The ruling, handed down in Cincinnati, abruptly threw the fate of John Demjanjuk, still being held in Israel pending a decision by that government on whether to file new war crimes charges against him, into confusion.
In an oral ruling read from the bench, the court held that Demjanjuk, acquitted last week by Israel’s Supreme Court, should be allowed to return while it examines the U.S. government’s handling of his original extradition.
The Justice Department now must decide whether to appeal the ruling to the full 6th Circuit court, to the Supreme Court or to sit tight while Israel decides on its next step. If Israel decides to file new charges, it is not clear whether it would consider itself bound--on legal or political grounds--by the appeals court ruling.
The original extradition order for Demjanjuk was approved by the 6th Circuit, and the three-judge panel on Tuesday said that action seven years ago had been taken with the understanding that he be tried only on charges that he was the sadistic guard Ivan at the Treblinka death camp in Poland during World War II.

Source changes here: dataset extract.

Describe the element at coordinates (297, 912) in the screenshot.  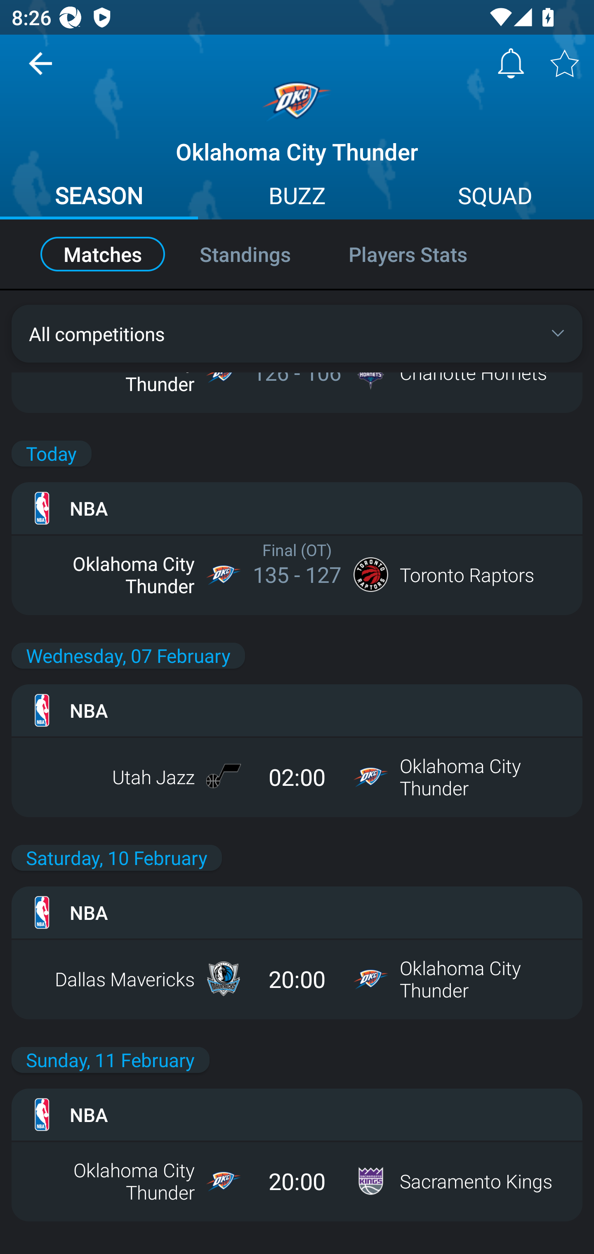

Trying the retired, 73-year-old Cleveland auto mechanic on other charges would be an apparent violation of international law, Chief Judge Gilbert Merritt said.
The three-judge panel denied a Justice Department request to stay its ruling pending an appeal. Neal M. Sher, director of the department’s Nazi-hunting office of special investigations, declined to discuss the ruling.
A department spokesman said that an upcoming written order would have to be studied before the department decides what to do.
Ed Nishnic, Demjanjuk’s son-in-law who flew to Ohio Monday night from Israel to hear the decision, said that the family was “elated” with the decision, according to the Associated Press. “We feel that justice was done today. I believe that the Israeli court must let him go,” Nishnic said.
Rabbi Marvin Hier, dean of the Simon Wiesenthal Center in Los Angeles, who followed the case closely and attended part of Demjanjuk’s trial in Israel, denounced the 6th Circuit panel’s ruling as “a very poor decision, a misplaced compassion for a perpetrator and, I think, a mischaracterization of Demjanjuk as a victim.”
While Demjanjuk was acquitted last week of being “Ivan the Terrible,” evidence presented at his trial suggested that he was a guard at another concentration camp, Sobibor. No witnesses were ever found who could place him there, however.
Last month, federal Judge Thomas A. Wiseman Jr., serving as a special master for the 6th Circuit, advised the judges that errors the Justice Department had made in investigating Demjanjuk did not invalidate his denaturalization.
Wiseman said while Demjanjuk may not have been the Treblinka Ivan, evidence still indicates that he worked at Nazi Germany’s Trawniki facility, where death camp guards were trained--sufficient grounds for losing American citizenship on the basis of lying on immigration papers.
After the Justice Department said that Demjanjuk would not be allowed to return to his home in Cleveland, he sought refuge in his native Ukraine.
But on Sunday, Israel’s Supreme Court blocked Demjanjuk’s departure to Kiev for at least 10 days and asked the Israeli attorney general to decide whether to try him on other charges.
On Monday, two Israeli newspapers reported that Demjanjuk is unlikely to be retried because Israel lacks evidence to convict him.
Ukraine’s ambassador to Israel said Tuesday that, if Demjanjuk goes to Ukraine, he might face criminal prosecution there if sufficient grounds exist to try him.
Ambassador Yuri Shcherbak also said Demjanjuk had not been “invited” to seek asylum in Ukraine and lamented Israeli mass media reports that he said “distorted the Ukrainian stand on the Demjanjuk case and nonobjectively described the role of Ukrainians in tragic events of World War II.”
The Ukraine has a distinguished war record in fighting the Nazis and a policy of investigating war criminals, Shcherbak said in a statement given to the Ukrinform News Agency in Kiev, according to ITAR-Tass. The Demjanjuk case must not be used to stir up anti-Ukrainian, or anti-Jewish, sentiment, he declared.
In theory, Demjanjuk could be tried and sentenced to death in Ukraine for war crimes, though some Ukrainian lawmakers expressed reluctance to retry a once-acquitted man under a Soviet-era law against Nazi collaborators.
It was not clear Tuesday what, if any, legal weight the ambassador’s statement would carry in Ukraine’s decision about whether to prosecute.
Times staff writer Sonni Efron in Moscow contributed to this story.